Northwestern North America (28,577 – 7,822 …

Years: 28577BCE - 7822BCE

Northwestern North America (28,577 – 7,822 BCE) Upper Paleolithic II — Deglaciation Gateways, Coastal Pathways, and Inland Refugia

Geographic and Environmental Context

Northwestern North America includes Alaskawestern Canada (Alberta, British Columbia, Yukon and Northwest territory and Nunavut west of 110°W) Alaska, Washington State, northern Idaho, and the northwestern portions of Montana, Oregon, and California.

Anchors: the Bering Strait & Seward PeninsulaBrooks Range & North SlopeYukon–Kuskokwim and Copper–Cook Inlet basins, the Gulf of Alaska & Aleutians, the Inside Passage/Haida Gwaii and outer coast of British Columbia, the Stikine–Skeena–Fraser–Columbia plateaus and canyonsPuget Sound, and the Klamath–Redwood coast of NW California.

  • Deglaciation opened seasonal lanes between the Cordilleran and Laurentide ice sheets late; the Pacific fjord coast developed rich estuaries; interior loess plains greened.

Climate & Environmental Shifts

  • Bølling–Allerød warming (c. 14,700–12,900 BCE) improved forage and river productivity; Younger Dryas (c. 12,900–11,700 BCE) briefly re-invigorated cold, aridity; Early Holocene warmth followed.

Subsistence & Settlement

  • Coastal “kelp highway” foragers harvested kelp-forest fish, shellfish, sea mammals, and seabirds along the Gulf of Alaska–BC archipelagos.

  • Inland, caribou and elk dominated mesas and river crossings; fish (salmon, whitefish) took on growing importance with weirs and traps by the Early Holocene.

  • Camps proliferated on raised marine terraces, river benches, and rock shelters.

Technology & Material Culture

  • Persistent microblade technology; bone harpoons, barbed points; early dugout precursors for nearshore travel.

  • Tailored parkas and waterproof seams (sinew thread, blubber oil dressings) support maritime rounds.

Movement & Interaction Corridors

  • Fjord-by-fjord voyaging stitched Southeast Alaska–Haida Gwaii–Vancouver Island; inland river driftways (Yukon, Upper Fraser) linked plateaus.

Cultural & Symbolic Expressions

  • Red-ochre burials and curated toolkits suggest emergent territorial memory; carved bone/antler animal imagery reflects predator–prey relations.

Environmental Adaptation & Resilience

  • Dual-mobility strategy (coast and interior) ensured redundancy across climatic pulses; seasonal storage of dried fish/oils began to anchor semi-sedentism.

Transition

By 7,822 BCE, salmon estuaries and deglaciated coasts enabled increasingly fish-centered economies while inland big-game pursuits persisted.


-- Task to carry out --
Filter these entries down to the lines that hold the word "bdbdbd", and show each of them.

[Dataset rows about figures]
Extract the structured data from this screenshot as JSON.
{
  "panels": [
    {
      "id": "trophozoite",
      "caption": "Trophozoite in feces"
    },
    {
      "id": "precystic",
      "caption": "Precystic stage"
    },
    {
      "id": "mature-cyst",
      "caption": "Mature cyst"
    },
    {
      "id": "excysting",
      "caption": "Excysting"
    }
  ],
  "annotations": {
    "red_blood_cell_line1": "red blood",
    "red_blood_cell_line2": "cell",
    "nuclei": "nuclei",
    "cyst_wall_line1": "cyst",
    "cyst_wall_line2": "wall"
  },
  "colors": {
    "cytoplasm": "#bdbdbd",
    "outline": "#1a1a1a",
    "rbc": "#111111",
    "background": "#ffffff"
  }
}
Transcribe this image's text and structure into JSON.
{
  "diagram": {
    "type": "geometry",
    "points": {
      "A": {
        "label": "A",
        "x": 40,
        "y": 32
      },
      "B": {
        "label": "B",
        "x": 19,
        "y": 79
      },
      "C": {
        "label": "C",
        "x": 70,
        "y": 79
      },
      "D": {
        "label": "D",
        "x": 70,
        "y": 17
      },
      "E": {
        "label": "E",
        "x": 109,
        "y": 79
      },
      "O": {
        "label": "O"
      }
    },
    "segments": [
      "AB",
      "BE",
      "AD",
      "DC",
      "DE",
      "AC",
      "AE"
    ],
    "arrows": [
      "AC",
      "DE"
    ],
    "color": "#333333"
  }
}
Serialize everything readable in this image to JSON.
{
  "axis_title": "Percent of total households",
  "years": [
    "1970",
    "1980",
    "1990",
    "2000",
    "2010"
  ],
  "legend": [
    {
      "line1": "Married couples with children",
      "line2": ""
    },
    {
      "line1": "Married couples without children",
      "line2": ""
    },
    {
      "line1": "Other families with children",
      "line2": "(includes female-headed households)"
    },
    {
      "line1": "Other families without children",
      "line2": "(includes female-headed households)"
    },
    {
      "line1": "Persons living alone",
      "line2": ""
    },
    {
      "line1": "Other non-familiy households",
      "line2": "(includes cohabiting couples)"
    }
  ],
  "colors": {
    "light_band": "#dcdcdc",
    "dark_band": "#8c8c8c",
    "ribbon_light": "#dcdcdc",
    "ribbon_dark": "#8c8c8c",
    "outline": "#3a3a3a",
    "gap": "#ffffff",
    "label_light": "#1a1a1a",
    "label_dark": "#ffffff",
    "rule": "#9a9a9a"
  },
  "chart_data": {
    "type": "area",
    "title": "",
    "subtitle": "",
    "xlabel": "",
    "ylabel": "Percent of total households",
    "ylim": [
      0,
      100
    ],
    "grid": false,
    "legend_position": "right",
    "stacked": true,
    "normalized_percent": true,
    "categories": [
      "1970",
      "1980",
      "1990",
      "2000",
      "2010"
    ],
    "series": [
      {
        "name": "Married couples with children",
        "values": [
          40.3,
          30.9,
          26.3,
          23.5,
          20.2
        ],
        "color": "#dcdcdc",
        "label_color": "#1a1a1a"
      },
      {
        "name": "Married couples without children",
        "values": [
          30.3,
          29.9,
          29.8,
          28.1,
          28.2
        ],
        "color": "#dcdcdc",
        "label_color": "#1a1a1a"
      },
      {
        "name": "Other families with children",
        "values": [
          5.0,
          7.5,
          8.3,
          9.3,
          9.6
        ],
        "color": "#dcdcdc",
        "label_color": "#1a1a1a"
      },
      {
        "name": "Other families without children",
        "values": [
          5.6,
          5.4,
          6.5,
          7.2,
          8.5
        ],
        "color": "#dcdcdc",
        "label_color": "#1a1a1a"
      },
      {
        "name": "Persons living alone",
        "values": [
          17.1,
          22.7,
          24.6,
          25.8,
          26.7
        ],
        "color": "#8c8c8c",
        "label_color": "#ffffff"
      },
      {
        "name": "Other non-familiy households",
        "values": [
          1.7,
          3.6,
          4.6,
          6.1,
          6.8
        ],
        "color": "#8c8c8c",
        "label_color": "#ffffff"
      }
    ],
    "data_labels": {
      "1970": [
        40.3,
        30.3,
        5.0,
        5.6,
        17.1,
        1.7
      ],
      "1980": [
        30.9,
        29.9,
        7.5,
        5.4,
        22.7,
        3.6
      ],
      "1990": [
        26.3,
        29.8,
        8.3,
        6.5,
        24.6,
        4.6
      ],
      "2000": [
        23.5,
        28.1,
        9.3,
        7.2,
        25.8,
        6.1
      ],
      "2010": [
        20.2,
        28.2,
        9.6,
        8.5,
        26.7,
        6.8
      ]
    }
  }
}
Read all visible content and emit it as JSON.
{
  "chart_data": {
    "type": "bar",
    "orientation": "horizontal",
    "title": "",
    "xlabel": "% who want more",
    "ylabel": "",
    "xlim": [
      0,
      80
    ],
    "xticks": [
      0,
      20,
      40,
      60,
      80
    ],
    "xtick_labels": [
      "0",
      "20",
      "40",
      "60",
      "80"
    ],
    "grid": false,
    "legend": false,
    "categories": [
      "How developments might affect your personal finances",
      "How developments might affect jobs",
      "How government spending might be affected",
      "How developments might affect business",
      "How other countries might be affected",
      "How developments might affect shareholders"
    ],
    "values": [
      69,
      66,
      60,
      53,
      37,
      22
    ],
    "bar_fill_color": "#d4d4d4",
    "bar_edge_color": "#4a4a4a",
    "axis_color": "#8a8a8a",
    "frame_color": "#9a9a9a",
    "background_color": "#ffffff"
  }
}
---
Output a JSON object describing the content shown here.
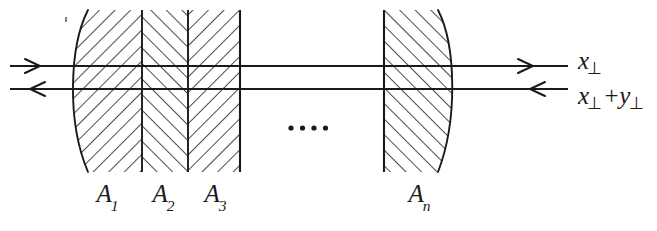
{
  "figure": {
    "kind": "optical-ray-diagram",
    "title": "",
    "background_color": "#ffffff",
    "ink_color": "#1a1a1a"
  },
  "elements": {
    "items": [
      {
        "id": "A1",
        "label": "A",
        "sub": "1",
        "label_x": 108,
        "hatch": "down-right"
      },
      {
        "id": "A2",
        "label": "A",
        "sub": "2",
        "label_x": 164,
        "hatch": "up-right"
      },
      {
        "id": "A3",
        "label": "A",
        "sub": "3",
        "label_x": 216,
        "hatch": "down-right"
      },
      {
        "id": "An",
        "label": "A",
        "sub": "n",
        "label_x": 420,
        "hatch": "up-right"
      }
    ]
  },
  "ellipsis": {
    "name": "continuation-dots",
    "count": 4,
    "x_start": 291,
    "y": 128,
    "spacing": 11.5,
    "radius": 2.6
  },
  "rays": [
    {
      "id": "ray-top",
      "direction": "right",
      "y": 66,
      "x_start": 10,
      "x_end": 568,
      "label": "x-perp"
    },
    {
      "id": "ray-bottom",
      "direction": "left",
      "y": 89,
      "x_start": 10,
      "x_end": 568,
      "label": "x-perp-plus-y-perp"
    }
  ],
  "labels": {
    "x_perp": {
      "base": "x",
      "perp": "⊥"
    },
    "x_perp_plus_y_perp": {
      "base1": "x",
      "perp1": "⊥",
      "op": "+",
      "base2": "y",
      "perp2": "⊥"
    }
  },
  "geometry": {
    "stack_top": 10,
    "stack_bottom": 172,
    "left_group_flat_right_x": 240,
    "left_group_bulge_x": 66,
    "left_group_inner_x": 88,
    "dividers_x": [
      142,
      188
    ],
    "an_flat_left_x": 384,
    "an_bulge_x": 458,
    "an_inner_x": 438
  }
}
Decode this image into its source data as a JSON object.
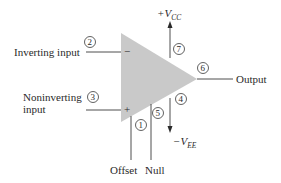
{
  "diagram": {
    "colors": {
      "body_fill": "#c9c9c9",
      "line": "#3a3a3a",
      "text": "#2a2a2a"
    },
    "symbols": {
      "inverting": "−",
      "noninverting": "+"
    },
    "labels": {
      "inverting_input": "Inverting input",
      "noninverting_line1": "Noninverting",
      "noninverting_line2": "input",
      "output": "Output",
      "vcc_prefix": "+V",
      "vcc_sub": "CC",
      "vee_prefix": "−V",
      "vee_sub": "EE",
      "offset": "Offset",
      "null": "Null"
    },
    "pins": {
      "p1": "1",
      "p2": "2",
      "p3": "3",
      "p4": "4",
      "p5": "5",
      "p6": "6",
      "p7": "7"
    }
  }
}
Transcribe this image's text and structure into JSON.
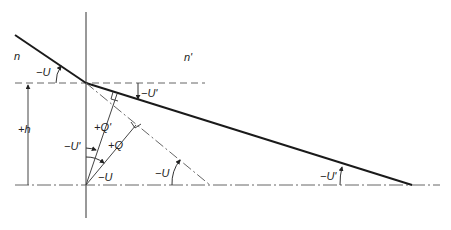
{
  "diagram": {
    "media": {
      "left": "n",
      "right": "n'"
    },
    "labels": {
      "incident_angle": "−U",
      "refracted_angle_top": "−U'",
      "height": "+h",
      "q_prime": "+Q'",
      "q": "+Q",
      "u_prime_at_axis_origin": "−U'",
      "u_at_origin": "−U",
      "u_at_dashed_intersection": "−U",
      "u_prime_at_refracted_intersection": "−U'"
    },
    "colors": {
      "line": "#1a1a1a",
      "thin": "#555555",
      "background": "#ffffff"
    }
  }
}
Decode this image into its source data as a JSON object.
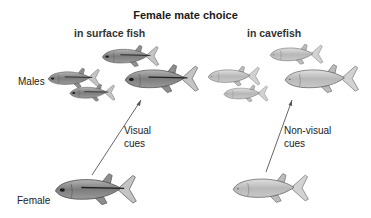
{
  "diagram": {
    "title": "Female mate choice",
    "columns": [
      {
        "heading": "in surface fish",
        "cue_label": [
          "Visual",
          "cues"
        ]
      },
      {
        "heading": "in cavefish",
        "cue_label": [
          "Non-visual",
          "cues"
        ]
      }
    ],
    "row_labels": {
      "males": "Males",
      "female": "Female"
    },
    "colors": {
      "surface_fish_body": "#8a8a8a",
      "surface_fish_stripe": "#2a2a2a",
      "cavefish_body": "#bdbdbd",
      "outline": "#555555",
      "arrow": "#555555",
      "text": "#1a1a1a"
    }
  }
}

-- Exercise response --
    "cytoplasm": "#bdbdbd",
      "cavefish_body": "#bdbdbd",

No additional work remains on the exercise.